The Montezuma Orchard Restoration Project preserves history of apples for the future

Jude Schuenmeyer in Montezuma Orchard up the McElmo Canyon west of Cortez on Aug. 30, 2021. (Hart Van Denburg/CPR News)
Schuenemeyer sees heritage fruit trees as an economic opportunity for the Four Corners region

The Montezuma Orchard Restoration Project can be described as many things: an agricultural project, an economic development project, a history project — even an apple scavenger hunt.

Jude and Addie Schuenemeyer founded MORP in 2014. It has several orchards in Montezuma County. The Schuenemeyers’ own orchard and nursery in McElmo Canyon grows more than 200 different apple varieties.

One of their main goals is to preserve every kind of apple grown in Colorado.

Sometimes that involves a treasure hunt — like the Schuenemeyers when he set out to find the Thunderbolt apple.

Jude Schuenemeyer said he’d originally seen it in a real estate guide for the Montezuma Valley from the early 1900s. The guide said it grew well on the land and was beloved by the people who lived there.

So he did some digging, talking to people who live in the area where it was grown.

He eventually found the Thunderbolt in the remnant of an old orchard, but it still took a while before they were able to confirm it was the real deal.

“We went and took cuttings and grafted all of them and then started growing them out here,” Schuenemeyer said, gesturing to his orchard where heritage apple trees are spaced far apart to give their root systems room to grow. “And over time we recognized one of those apples matched a Thunderbolt that we had gotten from a place north of Cortez.”

Apples yet to be picked at Montezuma Orchard up the McElmo Canyon west of Cortez on Aug. 30, 2021. (Hart Van Denburg/CPR News)

Jude Schuenemeyer is passionate about passing on Thunderbolt apples and the rest of Montezuma county’s fruit-growing legacy to future generations.

“These are living things. These are the work of people. These are the dreams of people," he said. "These are the good or the bad ideas of people for so many years, and these are ideas about how to be self-sufficient and how to be fed had to do the most basic functions of a human being.”

He’s also acutely aware that before settlers planted apple orchards in McElmo Canyon in the mid-1800s, Indigenous people who lived and practiced agriculture there were forced out. MORP now gives some of its trees to the Navajo Nation and Ute Mountain Ute Tribe.

Schuenemeyer sees heritage fruit trees as an economic opportunity for the Four Corners region.

MORP recently bought a mobile apple press, and Schuenemeyer hopes that will give fruit growers in Montezuma county a chance to supply juice to nearby cideries.

“The cider press gives us the ability now to take this fruit and really put it into a product that people can have and take and enjoy, and farmers can make money again with it,” he said.

The Montezuma Orchard Restoration Project also uses the history of apples in Colorado as a way to preserve the land and the crops for the future. They plant trees in the hopes that the trees will last a hundred years into the future. And they want to do it in a sustainable way.

“Any time, any place that we can get orchards going and get trees in the ground, we feel like we can help people,” Schuenemeyer said. “Every time we get to dig a hole, we feel like we’re impacting the future in a positive way.”

The nursery at Montezuma Orchard. These saplings were about a finger’s length long in January.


▶ **WORK TO COMPLETE**:
Go through the data and report each line that holds the string "caption".
#### EXERCISE INPUT
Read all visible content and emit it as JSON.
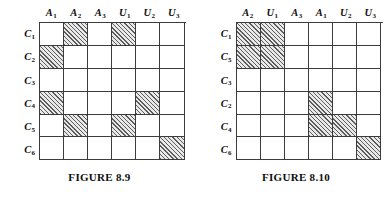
{
  "figures": [
    {
      "caption": "FIGURE 8.9",
      "columns": [
        {
          "base": "A",
          "sub": "1"
        },
        {
          "base": "A",
          "sub": "2"
        },
        {
          "base": "A",
          "sub": "3"
        },
        {
          "base": "U",
          "sub": "1"
        },
        {
          "base": "U",
          "sub": "2"
        },
        {
          "base": "U",
          "sub": "3"
        }
      ],
      "rows": [
        {
          "base": "C",
          "sub": "1"
        },
        {
          "base": "C",
          "sub": "2"
        },
        {
          "base": "C",
          "sub": "3"
        },
        {
          "base": "C",
          "sub": "4"
        },
        {
          "base": "C",
          "sub": "5"
        },
        {
          "base": "C",
          "sub": "6"
        }
      ],
      "matrix": [
        [
          0,
          1,
          0,
          1,
          0,
          0
        ],
        [
          1,
          0,
          0,
          0,
          0,
          0
        ],
        [
          0,
          0,
          0,
          0,
          0,
          0
        ],
        [
          1,
          0,
          0,
          0,
          1,
          0
        ],
        [
          0,
          1,
          0,
          1,
          0,
          0
        ],
        [
          0,
          0,
          0,
          0,
          0,
          1
        ]
      ]
    },
    {
      "caption": "FIGURE 8.10",
      "columns": [
        {
          "base": "A",
          "sub": "2"
        },
        {
          "base": "U",
          "sub": "1"
        },
        {
          "base": "A",
          "sub": "3"
        },
        {
          "base": "A",
          "sub": "1"
        },
        {
          "base": "U",
          "sub": "2"
        },
        {
          "base": "U",
          "sub": "3"
        }
      ],
      "rows": [
        {
          "base": "C",
          "sub": "1"
        },
        {
          "base": "C",
          "sub": "5"
        },
        {
          "base": "C",
          "sub": "3"
        },
        {
          "base": "C",
          "sub": "2"
        },
        {
          "base": "C",
          "sub": "4"
        },
        {
          "base": "C",
          "sub": "6"
        }
      ],
      "matrix": [
        [
          1,
          1,
          0,
          0,
          0,
          0
        ],
        [
          1,
          1,
          0,
          0,
          0,
          0
        ],
        [
          0,
          0,
          0,
          0,
          0,
          0
        ],
        [
          0,
          0,
          0,
          1,
          0,
          0
        ],
        [
          0,
          0,
          0,
          1,
          1,
          0
        ],
        [
          0,
          0,
          0,
          0,
          0,
          1
        ]
      ]
    }
  ],
  "colors": {
    "grid_line": "#3b3b3b",
    "hatch": "#5c5c5c",
    "shaded_fill": "#e9e9e9",
    "background": "#ffffff",
    "text": "#111111"
  }
}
########
▶ **SOLVED EXERCISE**:
      "caption": "FIGURE 8.9",
      "caption": "FIGURE 8.10",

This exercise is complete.